Why did I not know that the CL gets released from bondage? I don't think I've read that in any of the thousands of posts I've read since I started here. But then again, I haven't spent near enough time in the Deep End.

Yay!! more reading to do!

- - - Updated - - -

and another question. why doesn't the CYA hide the CL from the FC test? I will happily accept a short answer to this one. :)
 
BuckeyeChris, thanks for filling in that other missing piece I neglected to cover. The chlorine bound to CYA is not permanently bound. It's in equilibrium with the unbound chlorine such that roughly speaking the amount unbound is proportional to the FC/CYA ratio while the amount bound is close to the FC level (FC less the small unbound amount). As the FC drops, the bound amount drops but so does the unbound amount -- each dropping proportionally.

Specifically, at 6 ppm FC with 40 ppm CYA there is 5.86 ppm chlorine bound to CYA and 0.15 ppm chlorine unbound to CYA. At 3 ppm FC with 40 ppm CYA there is 2.94 ppm chlorine bound to CYA and 0.06 ppm chlorine unbound to CYA. So it's not exactly proportional, but it's close. The FC/CYA ratio rule approximately holds but not exactly at all ratios and it falls apart as one get towards SLAM levels.

As for why the CYA doesn't hide the chlorine from the CYA test, it is again due to the equilibrium between the bound and unbound chlorine and the fact that if all the unbound chlorine were to instantly disappear and continue to be consumed as fast as it appeared, half the chlorine would be released from CYA every 0.25 seconds so far faster than the timeframe of the chlorine tests. The unbound chlorine reacts with the DPD dye and more chlorine is then released from being bound to CYA and this happens quickly. This has been discussed in numerous threads, not all in The Deep End. See Cyanuric Acid and Free Chlorine Relationship, Chlorine/CYA relationship, Want to understand more about CYA, CYA and the chlorine relation question, and for more technical detail there is Questions about Chlorine and CYA, and FC - Concept of "Reserve".
 
I found the equilibrium relationship ChemGeek,posted in the free chlorine thread revered above to be very very useful in understanding things. I have it bookmarked and read it often.

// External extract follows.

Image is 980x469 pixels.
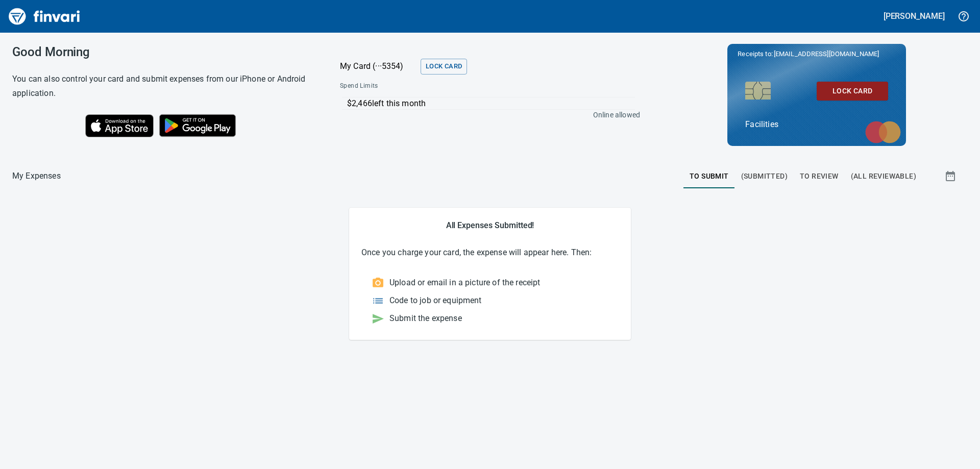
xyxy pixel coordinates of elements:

There is a chemical equilibrium between chlorine bound to CYA and hypochlorous acid unbound from it. Though there are multiple simultaneous chemical reactions due to the multiple chemical species involved, the most dominant reaction relevant to what we are talking about is the following:

HClCY- + H2O <<<---> H2CY- + HOCl
"Chlorine Bound to CYA" + Water <<<---> "CYA Ion" + Hypochlorous Acid

The reaction goes back and forth though at equilibrium at usual pool levels of FC and CYA it is mostly towards the left as I indicate with the "<<<" arrows.

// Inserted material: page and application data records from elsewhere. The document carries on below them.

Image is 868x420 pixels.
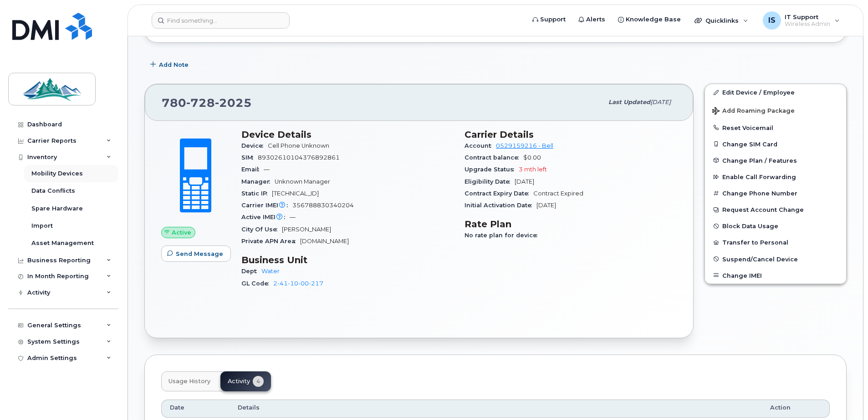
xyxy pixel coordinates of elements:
[514,178,534,185] span: [DATE]
[241,154,258,161] span: SIM
[705,168,846,185] button: Enable Call Forwarding
[757,12,846,30] div: IT Support
[144,56,197,73] button: Add Note
[705,234,846,251] button: Transfer to Personal
[705,267,846,284] button: Change IMEI
[650,99,670,105] span: [DATE]
[241,268,262,275] span: Dept
[688,12,755,30] div: Quicklinks
[533,190,583,196] span: Contract Expired
[464,166,518,173] span: Upgrade Status
[464,142,496,149] span: Account
[464,190,533,196] span: Contract Expiry Date
[264,166,269,173] span: —
[572,11,611,29] a: Alerts
[464,219,676,229] h3: Rate Plan
[705,251,846,267] button: Suspend/Cancel Device
[464,154,523,161] span: Contract balance
[300,238,349,245] span: [DOMAIN_NAME]
[215,96,252,109] span: 2025
[274,178,330,185] span: Unknown Manager
[162,96,252,109] span: 780
[161,246,231,262] button: Send Message
[464,129,676,140] h3: Carrier Details
[282,226,331,233] span: [PERSON_NAME]
[705,152,846,168] button: Change Plan / Features
[705,218,846,234] button: Block Data Usage
[626,15,681,24] span: Knowledge Base
[608,99,650,105] span: Last updated
[293,202,354,209] span: 356788830340204
[237,404,260,412] span: Details
[722,174,796,181] span: Enable Call Forwarding
[705,101,846,120] button: Add Roaming Package
[705,84,846,101] a: Edit Device / Employee
[169,378,210,385] span: Usage History
[705,136,846,152] button: Change SIM Card
[705,16,738,24] span: Quicklinks
[586,15,605,24] span: Alerts
[241,202,293,209] span: Carrier IMEI
[241,142,267,149] span: Device
[290,214,295,221] span: —
[272,190,319,196] span: [TECHNICAL_ID]
[705,201,846,218] button: Request Account Change
[540,15,566,24] span: Support
[152,13,290,29] input: Find something...
[768,15,775,26] span: IS
[526,11,572,29] a: Support
[785,20,830,28] span: Wireless Admin
[241,226,282,233] span: City Of Use
[262,268,280,275] a: Water
[186,96,215,109] span: 728
[241,214,290,221] span: Active IMEI
[722,255,797,262] span: Suspend/Cancel Device
[241,238,300,245] span: Private APN Area
[241,129,453,140] h3: Device Details
[170,404,184,412] span: Date
[241,178,274,185] span: Manager
[159,61,189,69] span: Add Note
[241,190,272,196] span: Static IP
[705,185,846,201] button: Change Phone Number
[761,400,829,418] th: Action
[273,281,324,287] a: 2-41-10-00-217
[523,154,541,161] span: $0.00
[722,157,796,164] span: Change Plan / Features
[258,154,340,161] span: 89302610104376892861
[464,232,542,239] span: No rate plan for device
[712,107,794,116] span: Add Roaming Package
[705,120,846,136] button: Reset Voicemail
[241,166,264,173] span: Email
[171,228,191,237] span: Active
[518,166,546,173] span: 3 mth left
[267,142,329,149] span: Cell Phone Unknown
[537,202,556,209] span: [DATE]
[241,281,273,287] span: GL Code
[785,14,830,20] span: IT Support
[611,11,687,29] a: Knowledge Base
[241,255,453,265] h3: Business Unit
[464,202,537,209] span: Initial Activation Date
[464,178,514,185] span: Eligibility Date
[175,250,223,258] span: Send Message
[496,142,553,149] a: 0529159216 - Bell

If you were to instantaneously eliminate the hypochlorous acid (HOCl) on the right hand side, 94% of the bound chlorine would be released in 1 second to replenish it (half released every 0.25 seconds -- technically for the above reaction it's 4 seconds but there is another pathway through related reactions that is 0.25 seconds). So no "knowledge" is needed -- with chemical equilibria if species are consumed the reaction rebalances to replenish it. Technically, species are going back and forth from left-to-right and right-to-left very quickly and at equilibrium the forward and reverse reaction rates are equal. Chemical equilibrium does not mean that reactions are not occurring, but rather only that the concentrations of the chemicals are not changing so the forward and reverse reaction rates are equal. Roughly speaking, an amount of chlorine equivalent to the FC level goes back and forth every 1/3rd second. For more details, see this post, this post and this post.